Middle income cities grow faster because there was more growth in middle income demographics. The most common demographic with a lot of growth is the "senior software engineer" at tech company X. As tech companies exploded, this was the segment that grew the most.
As a result, this is the segment that is most competitive when it comes to housing, because that's where all the people are. This "middle class" income bracket for housing in the Bay Area translates roughly to the $1.25m to $2.5m range for single family home purchases depending on whether you have 1 or two tech incomes in the household.
There's no getting around it: wherever most of the people are will be the most competitive for housing, and when it comes to essentials like food and shelter, people /will/ compete. Want less competition? Buy a house in Vallejo for under $1m, or go above $3m, and there will be fewer people in those brackets who can compete with you.
Either increase the supply or decrease the demand, there's no way around the physical reality of housing.

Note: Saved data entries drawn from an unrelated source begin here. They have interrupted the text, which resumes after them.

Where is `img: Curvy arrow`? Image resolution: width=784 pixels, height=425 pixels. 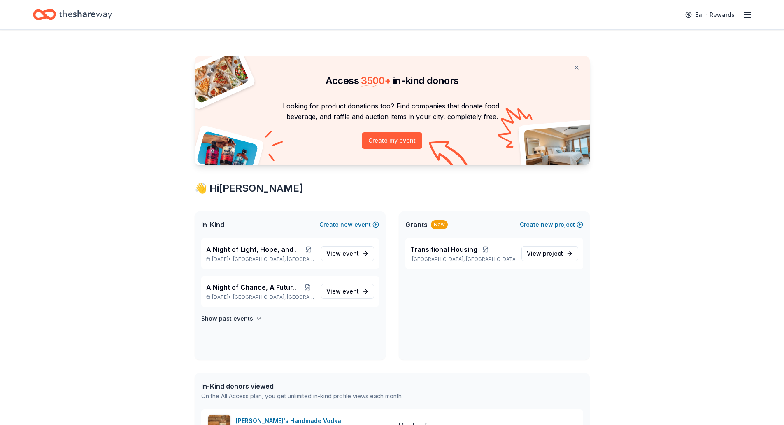 img: Curvy arrow is located at coordinates (450, 156).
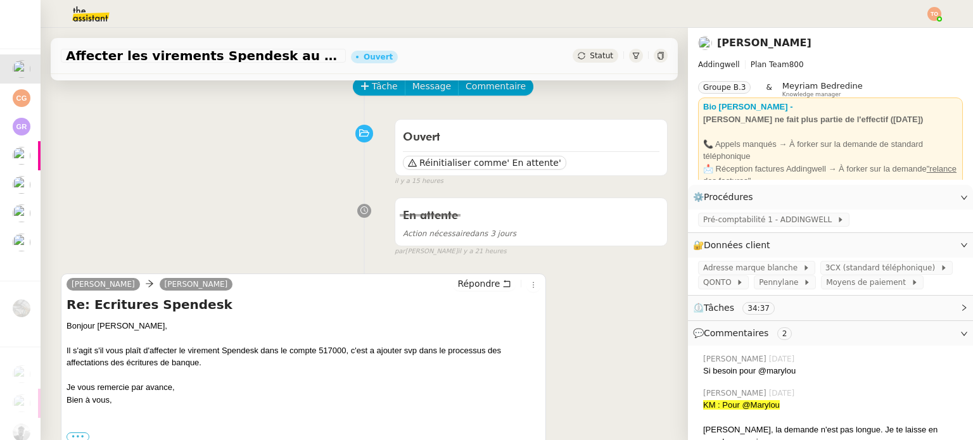 The height and width of the screenshot is (440, 973). Describe the element at coordinates (831, 175) in the screenshot. I see `div: 📩 Réception factures Addingwell → À forker sur la demande` at that location.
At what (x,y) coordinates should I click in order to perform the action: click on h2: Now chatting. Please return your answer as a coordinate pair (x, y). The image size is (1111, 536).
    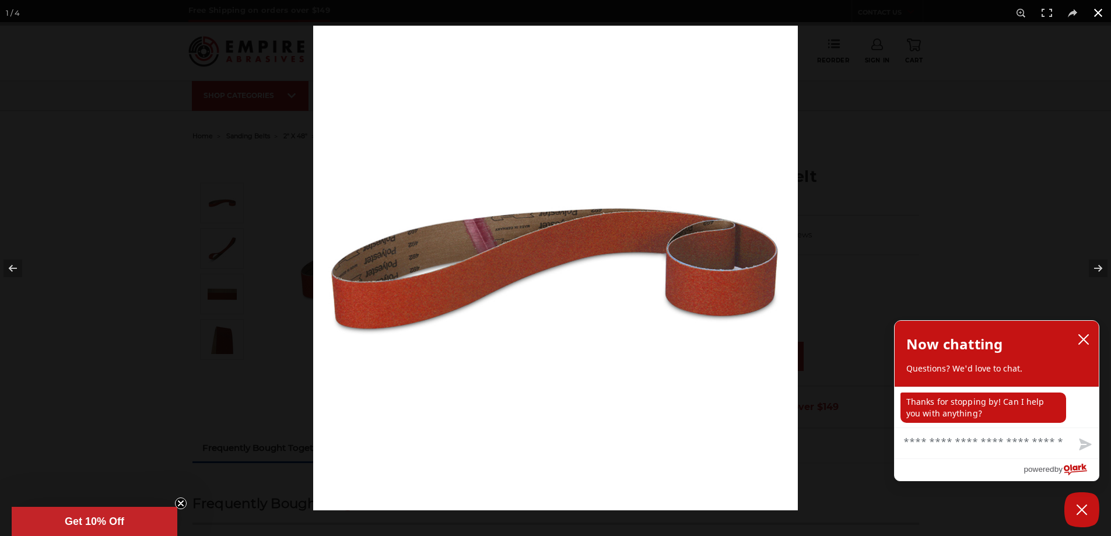
    Looking at the image, I should click on (954, 344).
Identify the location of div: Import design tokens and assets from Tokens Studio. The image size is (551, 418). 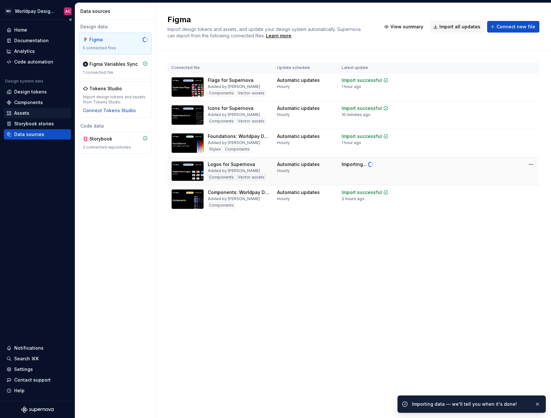
(115, 100).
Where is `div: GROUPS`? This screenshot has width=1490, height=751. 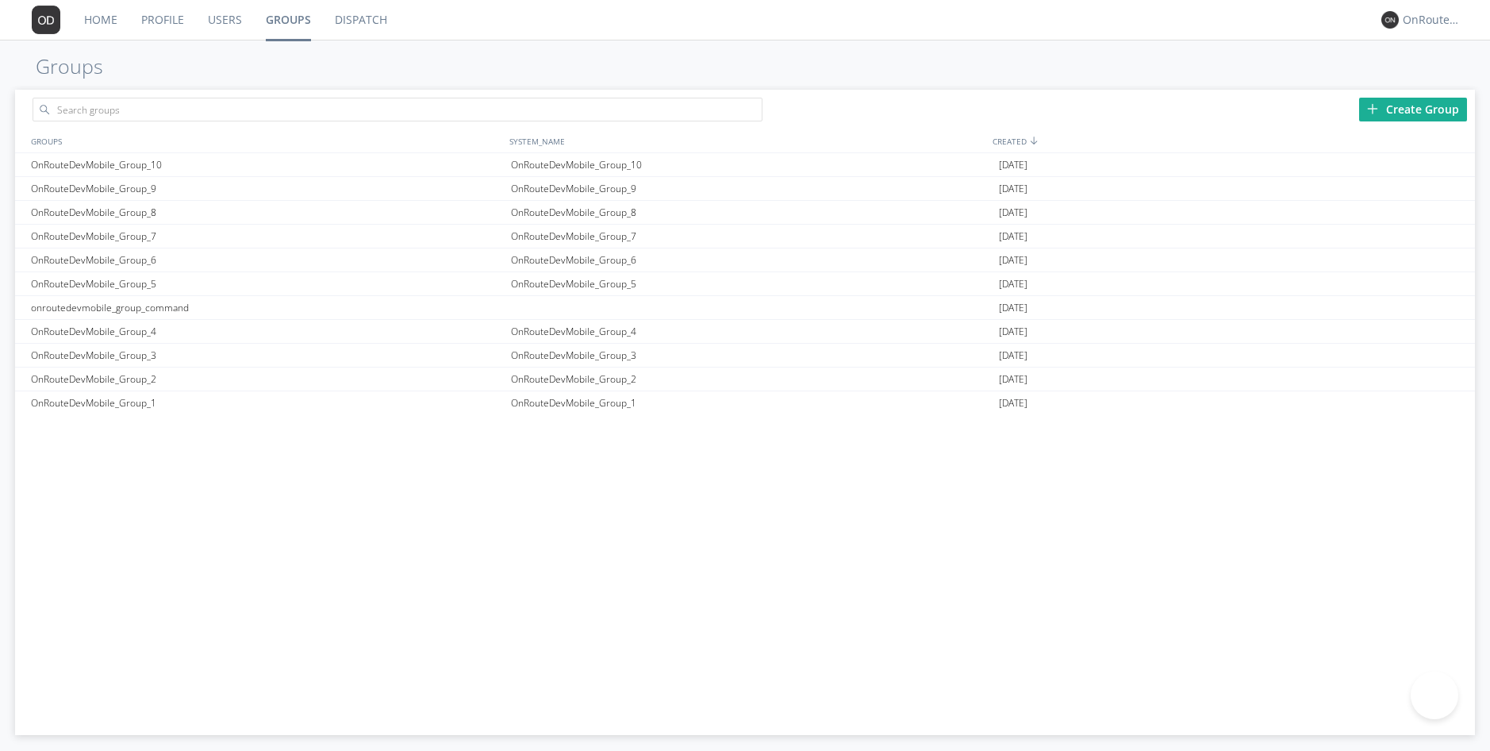 div: GROUPS is located at coordinates (264, 140).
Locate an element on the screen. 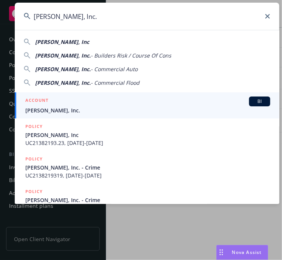 The height and width of the screenshot is (260, 282). span: BI is located at coordinates (260, 101).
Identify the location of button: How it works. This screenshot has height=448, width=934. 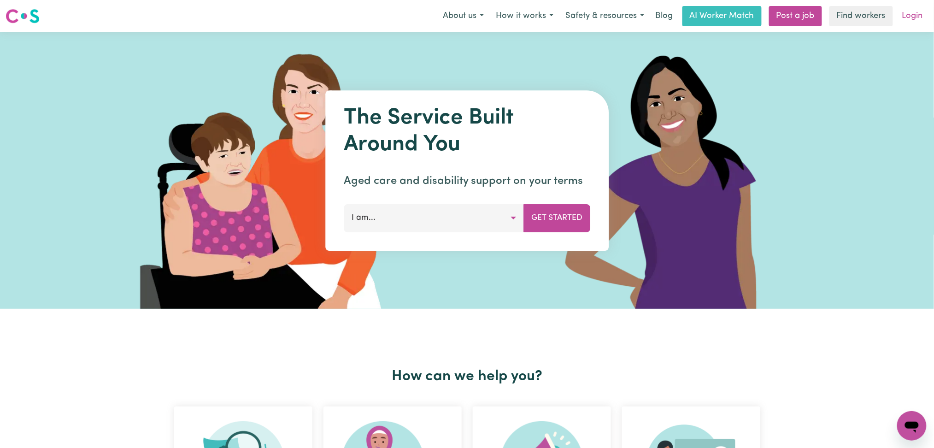
(524, 16).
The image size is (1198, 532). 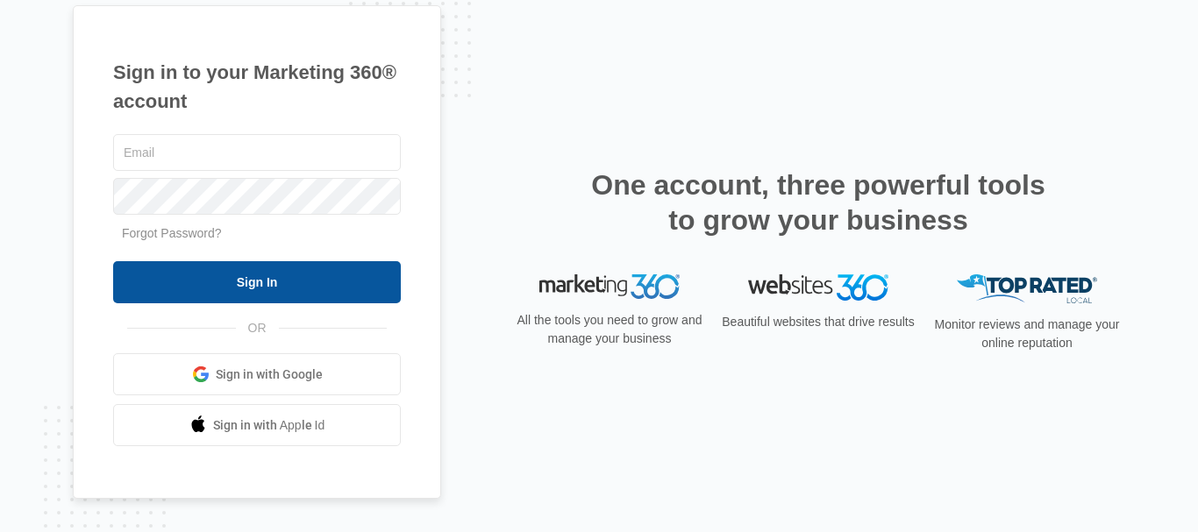 What do you see at coordinates (172, 233) in the screenshot?
I see `a: Forgot Password?` at bounding box center [172, 233].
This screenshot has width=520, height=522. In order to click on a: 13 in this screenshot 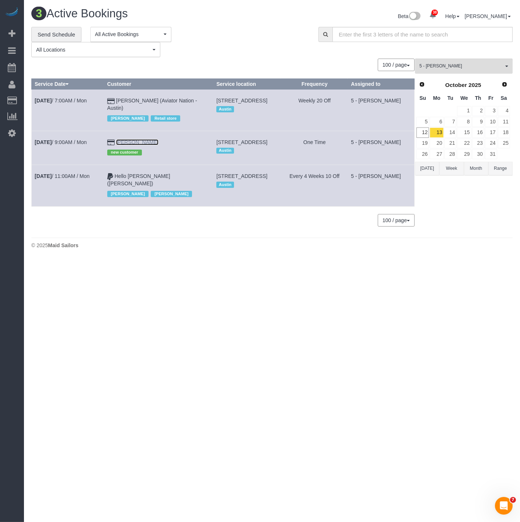, I will do `click(436, 132)`.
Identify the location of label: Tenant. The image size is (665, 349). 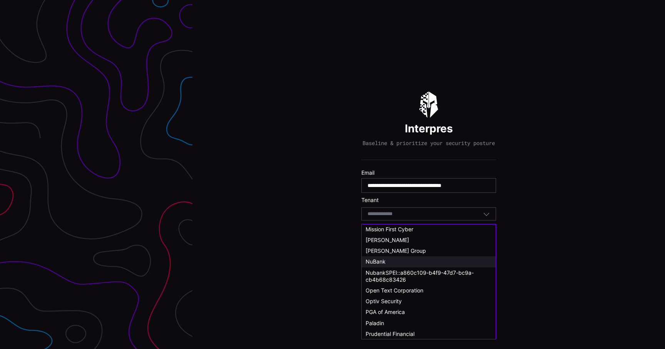
(429, 200).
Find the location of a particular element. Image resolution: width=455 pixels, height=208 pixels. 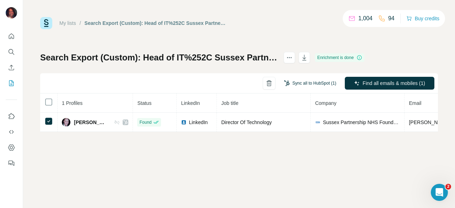

span: Find all emails & mobiles (1) is located at coordinates (394, 83).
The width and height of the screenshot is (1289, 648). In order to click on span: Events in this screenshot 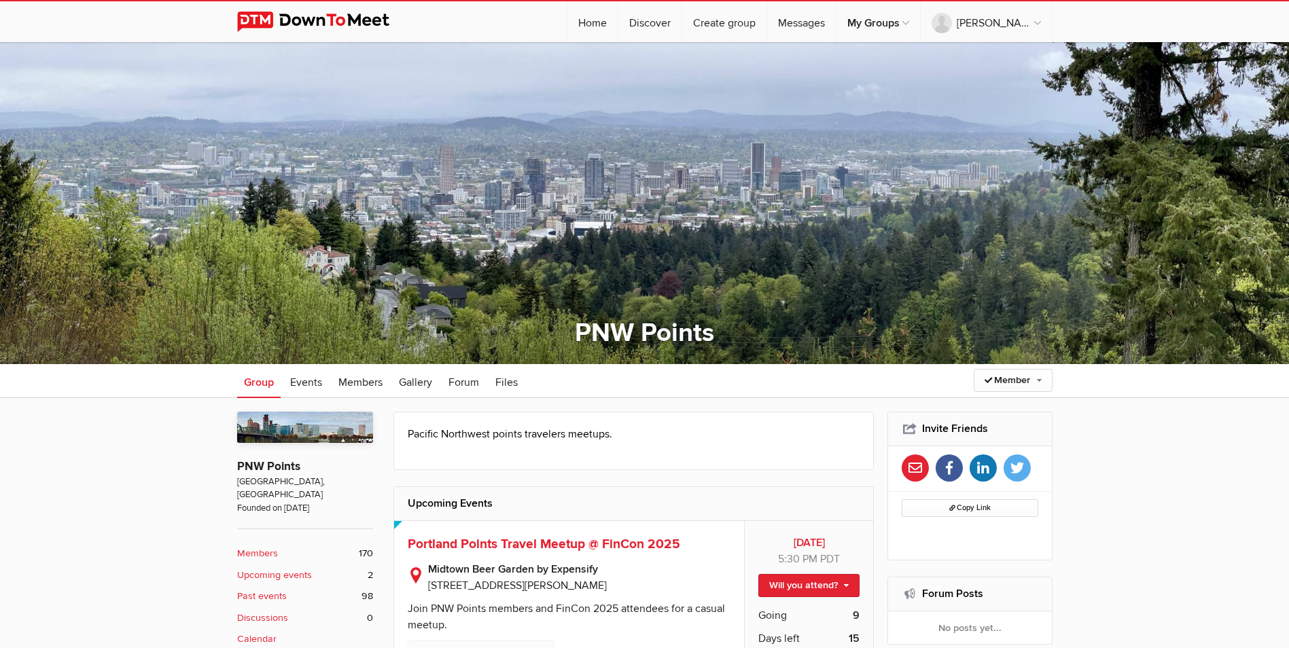, I will do `click(306, 382)`.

P.S. It never fails to make me pause and think when people accept $200k jobs without asking, or trying to find out: "What's the distribution graph of incomes within a 30-min commute distance of the job, and where do I land on that bell curve?"
jseliger|5 years ago
That's not true at all: https://news.ycombinator.com/item?id=16704501
We know how to build as much housing as people want to live in. We make building said housing illegal.
barry-cotter|5 years ago
This isn’t middle income. Entry level FAANG is already high income, never mind senior software engineer.